For the Zn/Cu cell: log K = 2 × 1.10 / 0.05916 ≈ 37.2, so K ≈ 10³⁷. Huge — which is why the cell drives so far to completion before reaching equilibrium.

Practical applications

  • Battery voltage prediction. Lithium-ion cells start near their nominal E° but drop steadily as Li⁺ shuttles between electrodes; the discharge curve is essentially the Nernst equation running backwards in real time.
  • Corrosion analysis. The Nernst equation tells you whether a metal will spontaneously oxidize in a given environment. Iron in seawater (high Cl⁻, low O₂) corrodes faster than iron in dry air because Q shifts the effective potential.
  • pH electrodes. A glass pH probe is fundamentally a Nernst-equation device. The 0.05916 V per decade slope at 25 °C is what gives you ~59 mV per pH unit — the calibration spec on every pH meter.
  • Biological membrane potentials. The Nernst equation predicts the equilibrium voltage across a cell membrane for a single ion species. The Goldman-Hodgkin-Katz equation extends it to multiple ions for real neuron physiology.
  • Concentration cells. When two half-cells are chemically identical but at different concentrations, E° = 0 and the entire voltage comes from the (RT/nF)ln(Q) term. Used in oxygen sensors, glucose meters, and reference electrodes.
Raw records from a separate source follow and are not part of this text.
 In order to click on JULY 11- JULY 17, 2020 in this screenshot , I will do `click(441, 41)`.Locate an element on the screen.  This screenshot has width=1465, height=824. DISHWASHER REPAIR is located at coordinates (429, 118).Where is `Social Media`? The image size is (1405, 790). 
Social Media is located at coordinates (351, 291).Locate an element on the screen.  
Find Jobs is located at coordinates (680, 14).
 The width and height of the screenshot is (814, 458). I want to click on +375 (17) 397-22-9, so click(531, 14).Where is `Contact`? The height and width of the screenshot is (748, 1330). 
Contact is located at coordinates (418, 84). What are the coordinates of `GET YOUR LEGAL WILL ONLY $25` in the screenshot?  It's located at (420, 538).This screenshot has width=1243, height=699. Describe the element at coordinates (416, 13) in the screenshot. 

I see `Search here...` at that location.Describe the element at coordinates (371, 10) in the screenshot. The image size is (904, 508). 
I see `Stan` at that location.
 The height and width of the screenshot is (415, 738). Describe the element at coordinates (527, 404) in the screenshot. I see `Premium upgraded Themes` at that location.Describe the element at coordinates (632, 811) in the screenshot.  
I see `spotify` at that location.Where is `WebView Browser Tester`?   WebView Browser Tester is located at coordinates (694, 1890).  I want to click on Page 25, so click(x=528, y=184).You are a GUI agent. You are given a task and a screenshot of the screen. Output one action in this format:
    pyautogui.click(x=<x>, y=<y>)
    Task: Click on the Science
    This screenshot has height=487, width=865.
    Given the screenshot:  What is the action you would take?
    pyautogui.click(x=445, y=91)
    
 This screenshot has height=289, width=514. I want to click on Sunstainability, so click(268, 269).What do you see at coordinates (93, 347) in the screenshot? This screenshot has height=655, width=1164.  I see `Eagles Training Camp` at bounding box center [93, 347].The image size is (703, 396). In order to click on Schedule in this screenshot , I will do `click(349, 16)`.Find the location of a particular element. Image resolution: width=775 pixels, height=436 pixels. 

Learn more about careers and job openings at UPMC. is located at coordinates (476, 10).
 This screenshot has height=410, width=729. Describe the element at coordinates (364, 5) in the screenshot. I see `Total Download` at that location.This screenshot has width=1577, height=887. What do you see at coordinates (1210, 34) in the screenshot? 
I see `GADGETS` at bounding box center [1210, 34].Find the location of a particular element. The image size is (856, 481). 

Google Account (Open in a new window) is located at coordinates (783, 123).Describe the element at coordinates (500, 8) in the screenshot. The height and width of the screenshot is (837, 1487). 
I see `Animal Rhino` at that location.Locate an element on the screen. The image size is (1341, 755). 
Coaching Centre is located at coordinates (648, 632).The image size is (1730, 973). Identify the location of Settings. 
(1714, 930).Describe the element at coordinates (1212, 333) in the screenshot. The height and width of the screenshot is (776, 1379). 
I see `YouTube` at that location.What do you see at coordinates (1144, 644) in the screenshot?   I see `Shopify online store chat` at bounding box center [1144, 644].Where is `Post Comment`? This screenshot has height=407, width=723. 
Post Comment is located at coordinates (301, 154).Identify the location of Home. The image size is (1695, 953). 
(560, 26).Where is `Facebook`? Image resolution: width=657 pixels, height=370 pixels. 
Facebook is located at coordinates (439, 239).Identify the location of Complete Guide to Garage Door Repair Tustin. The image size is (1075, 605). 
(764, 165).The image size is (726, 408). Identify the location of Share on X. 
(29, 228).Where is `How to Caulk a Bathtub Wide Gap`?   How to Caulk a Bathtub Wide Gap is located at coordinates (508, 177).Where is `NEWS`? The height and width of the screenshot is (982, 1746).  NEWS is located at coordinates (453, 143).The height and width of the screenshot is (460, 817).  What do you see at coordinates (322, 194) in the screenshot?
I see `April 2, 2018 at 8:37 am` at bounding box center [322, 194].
Why the temperature term matters

Most textbook problems are at 25 °C, but real batteries operate from −40 °C (cold-weather automotive) to 80 °C (data-center cells). The (RT/nF) coefficient changes from 0.0257 V at 298 K to 0.0240 V at 280 K to 0.0301 V at 350 K — about 17% across that range. Same Q, different voltage, depending on temperature.

Common pitfalls

  • Forgetting that n is electrons per reaction unit, not per mole of product. The reaction 2H⁺ + 2e⁻ → H₂ has n = 2, not n = 1.
  • Mixing log₁₀ and ln. The full formula uses ln; the 0.05916 shortcut uses log₁₀. Off by a factor of 2.303 if confused.
  • Using activities vs concentrations. At very high ionic strength (>1 M), the calculator’s Q based on concentrations alone is wrong by 10% or more; rigorous work needs activity coefficients.
  • Plugging in temperature in Celsius. R requires Kelvin. 25 °C is 298.15 K, not 25.